Brief report about the CACML 2022 conference

Today, I have attended the CACML 2022 conference (2022 Asia Conference on Algorithms, Computing and Machine Learning), which was held virtually from Hangzhou, China from March 25 to 27.

This is a new conference on a very timely topic of machine learning and computing. The website is : cacml.net. The conference was well organized. The proceedings of the conference are published by IEEE in the IEEE Xplore digital library (indexed by IE, INSTP etc), which provides a good visibility to the paper.

I have been involved in this conference as conference chair, and as keynote speaker.

Keynote talk by Prof. Witold Pedrycz

The first talk was by Witold Pedrycz from University of Alberta, Canada, a well-known researcher and editor of the Information Science journal. He talked about machine learning, granular computing and federated learning. Here are a few slides:

As illustrated in the above slide, in federated learning, each client is the owner of his data. Then, if a server wants to build a machine learning model, the server will interact with the clients to build a model.

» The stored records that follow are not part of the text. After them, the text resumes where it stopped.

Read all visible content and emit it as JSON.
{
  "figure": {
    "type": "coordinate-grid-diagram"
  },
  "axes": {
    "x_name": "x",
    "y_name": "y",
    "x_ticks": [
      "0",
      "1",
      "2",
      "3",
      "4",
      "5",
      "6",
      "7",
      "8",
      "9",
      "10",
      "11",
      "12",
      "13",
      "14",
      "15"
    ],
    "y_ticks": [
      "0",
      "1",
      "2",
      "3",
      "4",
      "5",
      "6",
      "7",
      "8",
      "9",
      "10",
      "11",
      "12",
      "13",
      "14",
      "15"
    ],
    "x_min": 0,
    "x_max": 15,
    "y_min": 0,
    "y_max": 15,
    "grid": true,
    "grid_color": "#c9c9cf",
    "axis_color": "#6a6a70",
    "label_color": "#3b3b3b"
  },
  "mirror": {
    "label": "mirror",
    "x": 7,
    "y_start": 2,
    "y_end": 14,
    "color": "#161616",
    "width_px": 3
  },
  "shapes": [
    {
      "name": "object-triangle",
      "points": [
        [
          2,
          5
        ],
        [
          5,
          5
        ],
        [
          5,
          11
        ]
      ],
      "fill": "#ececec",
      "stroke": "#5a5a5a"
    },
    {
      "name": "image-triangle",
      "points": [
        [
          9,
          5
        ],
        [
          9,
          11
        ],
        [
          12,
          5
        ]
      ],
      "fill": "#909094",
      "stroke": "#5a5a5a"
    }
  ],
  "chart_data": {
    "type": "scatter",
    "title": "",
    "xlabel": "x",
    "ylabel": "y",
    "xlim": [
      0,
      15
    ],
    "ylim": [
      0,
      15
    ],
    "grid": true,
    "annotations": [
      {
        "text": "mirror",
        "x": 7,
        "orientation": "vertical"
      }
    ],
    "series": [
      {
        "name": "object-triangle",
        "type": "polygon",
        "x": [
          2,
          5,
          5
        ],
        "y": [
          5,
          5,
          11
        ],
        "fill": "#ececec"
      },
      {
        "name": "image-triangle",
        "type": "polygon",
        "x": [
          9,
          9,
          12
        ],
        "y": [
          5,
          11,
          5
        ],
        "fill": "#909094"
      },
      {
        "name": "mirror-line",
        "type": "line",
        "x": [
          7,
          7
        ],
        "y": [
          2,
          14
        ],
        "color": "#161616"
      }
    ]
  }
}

But the client will not disclose their data to the server. Instead the clients will provide knowledge to the server to help build the model. This is interesting idea to protect the privacy of users. Below, there is another slide that shows how a model is updated in the case of gradient descent with federated learning. Each client returns a gradient to the server rather than sharing the data.

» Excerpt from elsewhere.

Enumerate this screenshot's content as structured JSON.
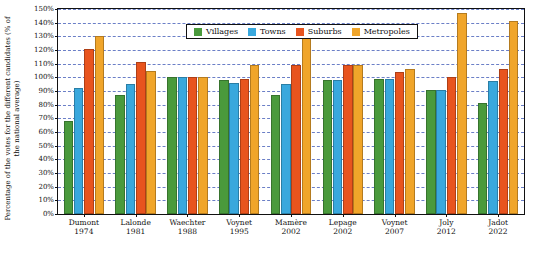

Then, there was more details about how federated learning and granular computing can be used jointly to build rule-based models, and the issue of how to evaluate the quality of the models built using federated learning (since the server does not have access to all the data). I will not report all the details. But it was an interesting talk.

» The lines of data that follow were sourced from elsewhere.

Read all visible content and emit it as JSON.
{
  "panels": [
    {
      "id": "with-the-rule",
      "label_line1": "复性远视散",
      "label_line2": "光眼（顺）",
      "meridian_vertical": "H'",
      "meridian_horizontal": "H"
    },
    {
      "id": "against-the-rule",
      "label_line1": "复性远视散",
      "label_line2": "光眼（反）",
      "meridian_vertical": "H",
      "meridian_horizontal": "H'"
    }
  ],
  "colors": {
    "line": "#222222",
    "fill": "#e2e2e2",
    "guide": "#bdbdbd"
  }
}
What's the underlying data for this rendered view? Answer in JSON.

Keynote talk by Prof. Chin Chen Chang

The second keynote by Prof. Chin Chen Chang from National Tsing Hua University, Taiwan was about information hiding that is how to hide information, for example, to send a secret message by hiding it inside images.

Keynote talk by Prof. Philippe Fournier-Viger

The third keynote was given by me about “Advances and challenges for the automatic discovery of interesting patterns in data“.

In that talk I briefly reviewed early studies on designing algorithms for identifying frequent patterns that can be used for instance to identify frequent alarms or faults in telecommunication networks. Then, I gave an overview of recent challenges and advances to identify other types of interesting patterns in more complex data. I introduced the concepts of high utility patterns, locally interesting patterns, and periodic patterns. Lastly, the SPMF open-source software will be mentioned and opportunities such as how to combine pattern mining with machine learning.

Keynote talk by Prof. Jie Yang

The last keynote talk was by Prof. Jie Yang from Shanghai Jiaotong University about attacks on deep learning models. Here are a few slides:

As shown above, some attacks can be on unnecessary features while other attacks can be about missing features.

There was also some discussion of defense techniques against attacks on neural networks, and attacks on the attention of deep learning models.

Conclusion

This is a short overview of the CACML 2022 conference. It is a medium-size conference (which is understandable since it is a new conference), but there was some good speakers and invited guests. I have enjoyed it, and I would attend again.


Philippe Fournier-Viger is a distinguished professor working in China and founder of the SPMF open source data mining software.